Litigations against material suppliers dramatically
raised liability concerns for all material suppliers (not just suppliers
directly involved in these litigations) that sold to all implant manufacturers
(not just the two types of devices). The focus of this analysis was the impact
that this surge in upstream suppliers’ liability risk had on medical implant
innovation overall (specifically, on types of implant products that were not
involved in the litigations).
In the model covered in the study, an upstream
supplier sells a homogeneous and necessary input to multiple downstream markets.
It shows that when serving one of the markets generates a high liability risk
for the upstream supplier, it may choose to withdraw from (i.e., foreclose) the
risky downstream market. This would have a strong negative impact on downstream
firms’ profits and innovation incentives in the foreclosed market. At the
same time, when the foreclosed market accounts for only a small fraction of
upstream revenues, the upstream supplier’s innovation incentives are only
marginally affected.
The main finding, (coma to be removed) is that
medical implant patenting decreased by 35 percent relative to patenting in other
medical device technologies after 1990. The study shows that this decline
was not driven by differential patenting trends in implant and non-implant
subclasses before 1990. Dynamically, the effect was immediate but small and grew
larger over time. The increasing magnitude is compatible with implant
innovators gradually reducing their patent applications as an increasing number
of polymer and silicone suppliers withdrew from the market.
The study examined the extent to which our finding
is driven by firms that could reallocate R&D resources from implant to
nonimplant technologies. The estimates suggest that even if such within-firm
substitution took place, its influence was likely to be small, implying an
overall decline in medical device innovation.

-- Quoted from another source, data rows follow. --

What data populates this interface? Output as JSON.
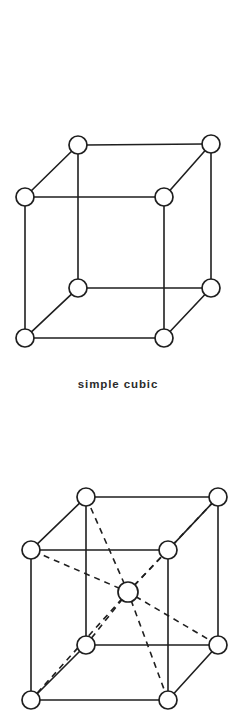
{
  "page": {
    "background_color": "#ffffff",
    "ink_color": "#1f1f1f",
    "atom_fill_color": "#ffffff",
    "width": 236,
    "height": 727
  },
  "figures": [
    {
      "id": "simple-cubic",
      "name": "simple-cubic-lattice",
      "caption": "simple  cubic",
      "lattice_type": "simple cubic",
      "atom_count": 8,
      "has_center_atom": false,
      "atom_radius": 9,
      "solid_edge_count": 12,
      "dashed_edge_count": 0,
      "atoms": [
        {
          "label": "back-top-left",
          "x": 78,
          "y": 145
        },
        {
          "label": "back-top-right",
          "x": 211,
          "y": 144
        },
        {
          "label": "front-top-left",
          "x": 25,
          "y": 197
        },
        {
          "label": "front-top-right",
          "x": 164,
          "y": 197
        },
        {
          "label": "back-bottom-left",
          "x": 78,
          "y": 288
        },
        {
          "label": "back-bottom-right",
          "x": 211,
          "y": 288
        },
        {
          "label": "front-bottom-left",
          "x": 25,
          "y": 338
        },
        {
          "label": "front-bottom-right",
          "x": 164,
          "y": 338
        }
      ],
      "solid_edges": [
        [
          0,
          1
        ],
        [
          0,
          2
        ],
        [
          0,
          4
        ],
        [
          1,
          3
        ],
        [
          1,
          5
        ],
        [
          2,
          3
        ],
        [
          2,
          6
        ],
        [
          3,
          7
        ],
        [
          4,
          5
        ],
        [
          4,
          6
        ],
        [
          5,
          7
        ],
        [
          6,
          7
        ]
      ],
      "dashed_edges": []
    },
    {
      "id": "bcc",
      "name": "body-centered-cubic-lattice",
      "caption": "",
      "lattice_type": "body-centered cubic",
      "atom_count": 9,
      "has_center_atom": true,
      "atom_radius": 9,
      "center_atom_radius": 10,
      "solid_edge_count": 12,
      "dashed_edge_count": 8,
      "atoms": [
        {
          "label": "back-top-left",
          "x": 86,
          "y": 497
        },
        {
          "label": "back-top-right",
          "x": 218,
          "y": 497
        },
        {
          "label": "front-top-left",
          "x": 31,
          "y": 550
        },
        {
          "label": "front-top-right",
          "x": 168,
          "y": 550
        },
        {
          "label": "back-bottom-left",
          "x": 86,
          "y": 645
        },
        {
          "label": "back-bottom-right",
          "x": 218,
          "y": 645
        },
        {
          "label": "front-bottom-left",
          "x": 31,
          "y": 700
        },
        {
          "label": "front-bottom-right",
          "x": 168,
          "y": 700
        },
        {
          "label": "body-center",
          "x": 128,
          "y": 592
        }
      ],
      "solid_edges": [
        [
          0,
          1
        ],
        [
          0,
          2
        ],
        [
          0,
          4
        ],
        [
          1,
          3
        ],
        [
          1,
          5
        ],
        [
          2,
          3
        ],
        [
          2,
          6
        ],
        [
          3,
          7
        ],
        [
          4,
          5
        ],
        [
          4,
          6
        ],
        [
          5,
          7
        ],
        [
          6,
          7
        ]
      ],
      "dashed_edges": [
        [
          8,
          0
        ],
        [
          8,
          1
        ],
        [
          8,
          2
        ],
        [
          8,
          3
        ],
        [
          8,
          4
        ],
        [
          8,
          5
        ],
        [
          8,
          6
        ],
        [
          8,
          7
        ]
      ]
    }
  ]
}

Using FDA device approval data, the study shows that
the significant decline in implant innovation is present not only at the
research stage, but also at the commercialization stage. The FDA data also help
to consider alternative mechanisms. First, taking advantage of data on adverse
events that form the basis for lawsuits, it shows not only that the large
decline in implant innovation is robust to controlling for the extent of adverse
events associated with a given product type, but also that it holds for product
types about which there should be little concern about downstream liability.
Second, it shows that data on FDA approval time do not suggest a significant
change in regulatory concerns over implant safety in general.
Having documented a large and significant decline in
implant innovation, the study then explores what happened to innovation by
upstream suppliers of polymers used in medical implants. It found no evidence of
a negative impact on upstream innovation, even for DuPont. This is consistent
with their theoretical model and confirms that the innovation incentives of
these large firms were driven by the aggregate demand from multiple downstream
markets.
To restore the supply incentive of material
producers, Congress passed the Biomaterials Access Assurance Act (BAAA) in 1998.
This Act exempted material suppliers from liability risk as long as they were
not engaged in the design and production of the implants, and the inputs
themselves were not dangerous or defective.